Ninth Building by Jingzhi Zou

Ninth Building by Jingzhi Zou

Author:Jingzhi Zou [Zou, Jingzhi]
Language: eng
Format: epub
ISBN: 9781739822507
Google: L57nzgEACAAJ
Publisher: Honford Star
Published: 2022-05-14T18:30:00+00:00


First Harvest

When I was in the Sixth Propaganda Brigade, we had a performance called "Harvest Dance." Six girls appeared with yellow satin ribbons in their left hands and prop sickles in their right, going through the motions of harvesting wheat on stage, joyous and light. These fake farmers never stopped smiling as they scythed and gathered. I was in the orchestra, and in order to replicate the experience, I pressed the bow down hard on my violin, but every time I did that, my fellow musicians complained. I guess the difference is I'd harvested wheat before, and they never had.

When we got to the Great Northern Waste in 1969, it was already the middle of August, yet the wheat was still moldering in the ground. Autumn rains had made the soil impassable to tractors, so the crop continued to ripen, like children who couldn't go home. There was a slogan at the time, "snatching food from the dragon's mouth," which I found very stirring. It had exactly the right combination of myth and fighting spirit to appeal to a seventeen-year-old.

The sickles we were issued were the simple, northern kind. We grabbed one each and did what the locals did: spat on a stone and started whetting. The sharpened blade felt cold when we tested it against a fingernail, and with a single sweep, we left piles of flattened grass next to us. This added to the sense of heroism—young people hard at work accomplishing things.

It was still raining when we set off. My classmates had their own raincoats in all sorts of designs, mostly pale-colored ones, bestowed by their parents. The hats were even worse—baseball caps and an assortment of army headgear—which made our little harvest troop look somewhat wishy-washy.

People who haven't been to the Great Northern Waste don't have a clear sense of the land—they tend to think of it as if seen from above, a flat surface ready to be sliced into squares. It was different here. There were areas it took a whole day to get to and back on a tractor. Harvesting wheat in such a vast space? Our sickles suddenly felt tiny and insignificant.

Looking at the croplands that seemed to fill the entire heaven and earth, we didn't know where to start. Our leader called out: Six rows per person, six rows per person ... And pushed everyone with a sickle to the front line. Next to me was the Little Mute (he wasn't actually mute but had a speech impediment that made him hard to understand), dressed more like a businessman who'd fallen on hard times. The edge of his raincoat was caked in mud, and his baseball cap was too big—it fell over his eyes whenever he raised or lowered his head.

By the time we actually started work, the pride with which we'd scythed the grass had completely evaporated. The only way to get the waterlogged wheat out of the ground was a combination of hacking and tugging. I'd only gotten ten meters before my legs sank completely into the ground.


TRY IT:
Give the number of lines in the following entries that contain the word "monoxide", with nothing added.

RECORDS TO USE:

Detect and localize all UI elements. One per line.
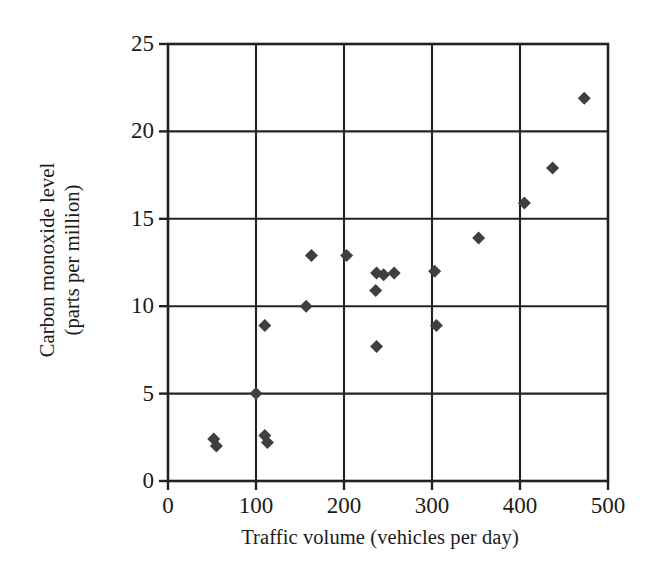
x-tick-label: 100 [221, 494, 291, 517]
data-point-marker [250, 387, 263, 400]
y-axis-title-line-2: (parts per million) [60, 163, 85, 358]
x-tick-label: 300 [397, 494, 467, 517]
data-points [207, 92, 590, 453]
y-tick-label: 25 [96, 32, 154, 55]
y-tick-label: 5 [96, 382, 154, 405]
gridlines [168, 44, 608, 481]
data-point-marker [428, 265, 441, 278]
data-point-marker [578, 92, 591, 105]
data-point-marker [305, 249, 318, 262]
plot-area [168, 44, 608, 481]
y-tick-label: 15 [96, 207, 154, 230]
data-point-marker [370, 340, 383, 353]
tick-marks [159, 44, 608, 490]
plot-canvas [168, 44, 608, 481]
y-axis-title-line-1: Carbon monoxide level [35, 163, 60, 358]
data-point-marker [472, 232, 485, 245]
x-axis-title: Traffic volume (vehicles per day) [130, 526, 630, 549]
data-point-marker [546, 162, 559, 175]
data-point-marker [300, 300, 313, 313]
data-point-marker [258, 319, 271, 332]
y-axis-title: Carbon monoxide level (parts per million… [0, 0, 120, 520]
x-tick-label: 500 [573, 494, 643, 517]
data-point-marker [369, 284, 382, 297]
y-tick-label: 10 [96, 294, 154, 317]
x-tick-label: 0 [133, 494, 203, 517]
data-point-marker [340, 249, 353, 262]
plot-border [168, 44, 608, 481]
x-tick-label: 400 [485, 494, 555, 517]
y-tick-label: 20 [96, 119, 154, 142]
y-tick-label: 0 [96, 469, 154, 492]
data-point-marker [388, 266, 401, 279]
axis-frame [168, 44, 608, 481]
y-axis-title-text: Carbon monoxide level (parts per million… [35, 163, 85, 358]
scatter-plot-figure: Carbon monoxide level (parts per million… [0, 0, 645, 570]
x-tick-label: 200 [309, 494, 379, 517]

REPLY:
4